In Germany 🇩🇪, the Voices are rising!
We are witnessing a far greater determination than we had expected from Germany’s nuclear industry players, who were yesterday promised a somewhat shameful demise, to raise their heads and reclaim their position within the global nuclear family.
With this determination comes the hope of a future in which atoms will replace coal as the basis of the energy system.
With a growing number of members based in Germany, Voices of Nuclear have launched their German-language collective: Stimmen der Kernenergie!
French and German members of the Voices have been working together in recent weeks, in Landshut and opposite the Isar 2 power station (Bavaria), as well as at the Kerntechnik nuclear industry conference in Leipzig from 11 to 13 June 2024.
These meetings provided an opportunity to share views on energy and, above all, to restore hope and pride to those involved in a sector of excellence. It was also an opportunity to note that public opinion is far from reflecting the dogmatism of decisions taken under pressure from anti-nuclear movements – helped by the gas lobby.
Present alongside other organisations, notably Nuklearia, the Stimmen embody the values of the Voices in Germany and campaign for the integration of the German nuclear industry into European projects, in order to improve the chances of success of the trajectory towards net zero by 2050.
The Stimmen der Kernenergie are here to turn the tide and say goodbye to fossil fuels in Europe!
With this in mind, Myrto Tripathi, President of Voices of Nuclear, has published an article in french daily economic newspaper Les Echos, which appeared on newsstands on 17 June:
Europe’s nuclear sector is awaiting Germany
“Let’s be the first continent to be decarbonised by 2050, while preserving its competitiveness and prosperity!
This was the determined call made by Thierry Breton, European Commissioner for the Internal Market, at the 1st General Assembly of the EU SMR Alliance on 29 May.
This assembly, whose existence is to be welcomed, is an industrial alliance for the benefit of a new promise: that of small modular nuclear reactors. 300 participants, virtually the entire European nuclear ecosystem, gathered in Brussels to rebuild an industry that 30 years of dogmatic and institutionalised anti-nuclearism almost killed.
Big or small, without nuclear reactors Europe will continue to rely on fossil fuels, which wind and solar power can only supplement because of their intrinsic limitations. Without a European nuclear industry, Europe will be entirely dependent on the United States, Russia and China.
Fortunately, there is no shortage of nuclear projects on the continent. Everyone is delighted with the renewed momentum.
But all of them also recognise that they are heavily impacted by cross-cutting issues that will not disappear simply as a result of the renewed enthusiasm of governments, and therefore of the markets, at the tail end of public opinion.
These challenges include an industrial fabric that is not on the same scale, fragmented and not configured for the task ahead; an inadequate training offer, with a growing number of applicants but far from the needs; funding that is still timid and not yet educated in the field; a fragile public opinion; decision-making processes that are subject to a predominantly hostile civil society; and a restrictive regulatory framework of which there are as many versions as there are Member States.
Resolving these difficulties is an imperative, without which Europe will not be decarbonised, either in 2050 or later, either prosperously or competitively.
Nuclear Europe needs all the assets at its disposal.
And yet. In this assembly, as on the map, there is a black hole at its centre that nobody is talking about. This is the trump card that could change everything, but which is skirted by conversations, strategic plans and ambitious but precarious projections when it comes to the Union’s energy future. This asset that we cannot (today) count on is a major one: it is Germany.
Germany, with 30% of its electricity from nuclear sources in 2011, its 17 reactors recently shut down, its nuclear cycle facilities, its research programmes, a competent and operational safety authority and, above all, its engineers, students and researchers.
Germany. Its industrial strike power, which is being exhausted under the yoke of the Energiewende and is relocating; its population, whose priority is no longer to get out of nuclear power, despite the lies it has been fed, so tangible are the consequences for its standard of living and quality of life; its ultra-central geographical location, connected to everyone, a heavyweight on the electricity grid, and a black angel of European energy policy choices.
Germany, the only ‘other’ designer of nuclear power stations, the country that should have been France’s competitor as well as its partner. The largest country in Europe in terms of population, GDP, contribution to the EU budget, number of members of parliament… and pollution.
It is this Germany that we need to go after. A country where the majority of the population was in favour of extending the life of nuclear power stations, where the economic fabric is suffering cruelly from the price and instability of energy, and where the political landscape is now divided on the subject.
Germany can change, just as France recently did, bearing the same stigma.
We will not succeed in decarbonising Europe, giving it energy independence, and keeping it prosperous, without a Germany that has regained its place among the world’s nuclear leaders.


* **Task prompt**
Transcribe the listing precisely, entry by entry.

* **Study material**
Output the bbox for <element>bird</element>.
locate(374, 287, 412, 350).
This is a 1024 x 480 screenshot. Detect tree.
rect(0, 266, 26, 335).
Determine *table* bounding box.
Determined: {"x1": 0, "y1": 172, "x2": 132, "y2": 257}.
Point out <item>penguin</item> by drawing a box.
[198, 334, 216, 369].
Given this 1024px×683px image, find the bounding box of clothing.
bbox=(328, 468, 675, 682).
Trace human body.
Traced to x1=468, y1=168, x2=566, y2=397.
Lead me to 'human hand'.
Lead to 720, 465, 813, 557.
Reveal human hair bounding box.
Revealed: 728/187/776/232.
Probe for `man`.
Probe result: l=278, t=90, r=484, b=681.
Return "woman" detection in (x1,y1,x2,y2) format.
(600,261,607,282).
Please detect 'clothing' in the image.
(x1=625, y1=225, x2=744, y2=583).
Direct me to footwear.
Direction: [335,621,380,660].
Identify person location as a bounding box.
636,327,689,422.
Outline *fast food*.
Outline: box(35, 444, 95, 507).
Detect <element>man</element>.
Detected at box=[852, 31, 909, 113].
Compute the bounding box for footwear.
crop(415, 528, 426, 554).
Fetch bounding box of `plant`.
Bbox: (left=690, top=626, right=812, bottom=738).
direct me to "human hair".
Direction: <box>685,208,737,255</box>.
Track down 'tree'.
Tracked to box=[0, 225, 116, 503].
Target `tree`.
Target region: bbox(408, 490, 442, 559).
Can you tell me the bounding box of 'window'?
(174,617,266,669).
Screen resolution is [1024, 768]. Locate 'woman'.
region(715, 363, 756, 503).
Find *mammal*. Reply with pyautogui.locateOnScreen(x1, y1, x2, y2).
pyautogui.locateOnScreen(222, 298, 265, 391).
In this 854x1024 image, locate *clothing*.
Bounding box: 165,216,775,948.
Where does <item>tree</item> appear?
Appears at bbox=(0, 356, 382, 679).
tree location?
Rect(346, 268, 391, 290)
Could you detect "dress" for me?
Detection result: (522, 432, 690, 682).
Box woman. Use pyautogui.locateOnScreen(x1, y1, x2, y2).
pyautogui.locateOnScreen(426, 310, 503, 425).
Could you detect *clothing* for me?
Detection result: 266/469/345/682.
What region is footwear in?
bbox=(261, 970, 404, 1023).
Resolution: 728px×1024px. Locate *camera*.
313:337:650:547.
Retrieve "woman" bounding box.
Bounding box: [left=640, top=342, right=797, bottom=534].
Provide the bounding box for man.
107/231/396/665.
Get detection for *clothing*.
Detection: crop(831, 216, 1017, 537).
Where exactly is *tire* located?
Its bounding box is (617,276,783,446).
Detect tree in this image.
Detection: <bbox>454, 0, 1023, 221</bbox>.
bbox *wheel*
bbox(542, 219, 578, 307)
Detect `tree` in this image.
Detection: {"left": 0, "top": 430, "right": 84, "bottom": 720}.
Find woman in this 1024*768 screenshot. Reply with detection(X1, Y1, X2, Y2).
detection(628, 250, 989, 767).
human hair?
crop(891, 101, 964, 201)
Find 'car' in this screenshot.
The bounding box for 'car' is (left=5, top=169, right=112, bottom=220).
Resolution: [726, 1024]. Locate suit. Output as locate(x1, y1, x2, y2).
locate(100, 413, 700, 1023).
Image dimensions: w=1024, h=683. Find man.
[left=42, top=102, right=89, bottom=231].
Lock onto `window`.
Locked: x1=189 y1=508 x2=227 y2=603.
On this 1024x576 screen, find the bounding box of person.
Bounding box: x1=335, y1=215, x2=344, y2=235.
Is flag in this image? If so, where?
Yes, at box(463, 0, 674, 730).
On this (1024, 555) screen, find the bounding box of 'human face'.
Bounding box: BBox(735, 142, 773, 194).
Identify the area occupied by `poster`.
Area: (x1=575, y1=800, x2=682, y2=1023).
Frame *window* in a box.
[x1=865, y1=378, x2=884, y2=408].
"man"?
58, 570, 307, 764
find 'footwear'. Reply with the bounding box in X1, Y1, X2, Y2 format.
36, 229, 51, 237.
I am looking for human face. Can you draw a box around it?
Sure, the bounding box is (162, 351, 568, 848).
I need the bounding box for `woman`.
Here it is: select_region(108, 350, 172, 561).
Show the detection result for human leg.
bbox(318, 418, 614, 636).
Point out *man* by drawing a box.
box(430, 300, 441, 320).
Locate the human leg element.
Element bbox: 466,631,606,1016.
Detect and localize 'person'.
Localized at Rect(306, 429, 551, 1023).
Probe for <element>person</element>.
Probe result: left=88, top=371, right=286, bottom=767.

* **Task result**
Output the bbox for <element>bird</element>.
locate(374, 287, 412, 350).
This is a 1024 x 480 screenshot. Detect tree.
rect(0, 266, 26, 335).
Determine *table* bounding box.
Determined: {"x1": 0, "y1": 172, "x2": 132, "y2": 257}.
Point out <item>penguin</item> by drawing a box.
[198, 334, 216, 369].
Given this 1024px×683px image, find the bounding box of clothing.
bbox=(328, 468, 675, 682).
Trace human body.
Traced to x1=468, y1=168, x2=566, y2=397.
Lead me to 'human hand'.
Lead to 720, 465, 813, 557.
Reveal human hair bounding box.
Revealed: 728/187/776/232.
Probe for `man`.
Probe result: l=278, t=90, r=484, b=681.
Return "woman" detection in (x1,y1,x2,y2) format.
(600,261,607,282).
Please detect 'clothing' in the image.
(x1=625, y1=225, x2=744, y2=583).
Direct me to footwear.
Direction: [335,621,380,660].
Identify person location as a bounding box.
636,327,689,422.
Outline *fast food*.
Outline: box(35, 444, 95, 507).
Detect <element>man</element>.
Detected at box=[852, 31, 909, 113].
Compute the bounding box for footwear.
crop(415, 528, 426, 554).
Fetch bounding box of `plant`.
Bbox: (left=690, top=626, right=812, bottom=738).
direct me to "human hair".
Direction: <box>685,208,737,255</box>.
Track down 'tree'.
Tracked to box=[0, 225, 116, 503].
Target `tree`.
Target region: bbox(408, 490, 442, 559).
Can you tell me the bounding box of 'window'?
(174,617,266,669).
Screen resolution is [1024, 768]. Locate 'woman'.
region(715, 363, 756, 503).
Find *mammal*. Reply with pyautogui.locateOnScreen(x1, y1, x2, y2).
pyautogui.locateOnScreen(222, 298, 265, 391).
In this 854x1024 image, locate *clothing*.
Bounding box: 165,216,775,948.
Where does <item>tree</item> appear?
Appears at bbox=(0, 356, 382, 679).
tree location?
Rect(346, 268, 391, 290)
Could you detect "dress" for me?
Detection result: (522, 432, 690, 682).
Box woman. Use pyautogui.locateOnScreen(x1, y1, x2, y2).
pyautogui.locateOnScreen(426, 310, 503, 425).
Could you detect *clothing* for me?
Detection result: 266/469/345/682.
What region is footwear in?
bbox=(261, 970, 404, 1023).
Resolution: 728px×1024px. Locate *camera*.
313:337:650:547.
Retrieve "woman" bounding box.
Bounding box: [left=640, top=342, right=797, bottom=534].
Provide the bounding box for man.
107/231/396/665.
Get detection for *clothing*.
Detection: crop(831, 216, 1017, 537).
Where exactly is *tire* located?
Its bounding box is (617,276,783,446).
Detect tree in this image.
Detection: <bbox>454, 0, 1023, 221</bbox>.
bbox *wheel*
bbox(542, 219, 578, 307)
Detect `tree` in this image.
Detection: {"left": 0, "top": 430, "right": 84, "bottom": 720}.
Find woman in this 1024*768 screenshot. Reply with detection(X1, Y1, X2, Y2).
detection(628, 250, 989, 767).
human hair?
crop(891, 101, 964, 201)
Find 'car' in this screenshot.
The bounding box for 'car' is (left=5, top=169, right=112, bottom=220).
Resolution: [726, 1024]. Locate suit. Output as locate(x1, y1, x2, y2).
locate(100, 413, 700, 1023).
Image dimensions: w=1024, h=683. Find man.
[left=42, top=102, right=89, bottom=231].
Lock onto `window`.
Locked: x1=189 y1=508 x2=227 y2=603.
On this 1024x576 screen, find the bounding box of person.
Bounding box: x1=335, y1=215, x2=344, y2=235.
Is flag in this image? If so, where?
Yes, at box(463, 0, 674, 730).
On this (1024, 555) screen, find the bounding box of 'human face'.
Bounding box: BBox(735, 142, 773, 194).
Identify the area occupied by `poster`.
Area: (x1=575, y1=800, x2=682, y2=1023).
Frame *window* in a box.
[x1=865, y1=378, x2=884, y2=408].
"man"?
58, 570, 307, 764
find 'footwear'. Reply with the bounding box in X1, Y1, X2, Y2 format.
36, 229, 51, 237.
I am looking for human face. Can you draw a box around it?
Sure, the bounding box is (162, 351, 568, 848).
I need the bounding box for `woman`.
Here it is: select_region(108, 350, 172, 561).
Show the detection result for human leg.
bbox(318, 418, 614, 636).
Point out *man* by drawing a box.
box(430, 300, 441, 320).
Locate the human leg element.
Element bbox: 466,631,606,1016.
Detect and localize 'person'.
Localized at Rect(306, 429, 551, 1023).
Probe for <element>person</element>.
Probe result: left=88, top=371, right=286, bottom=767.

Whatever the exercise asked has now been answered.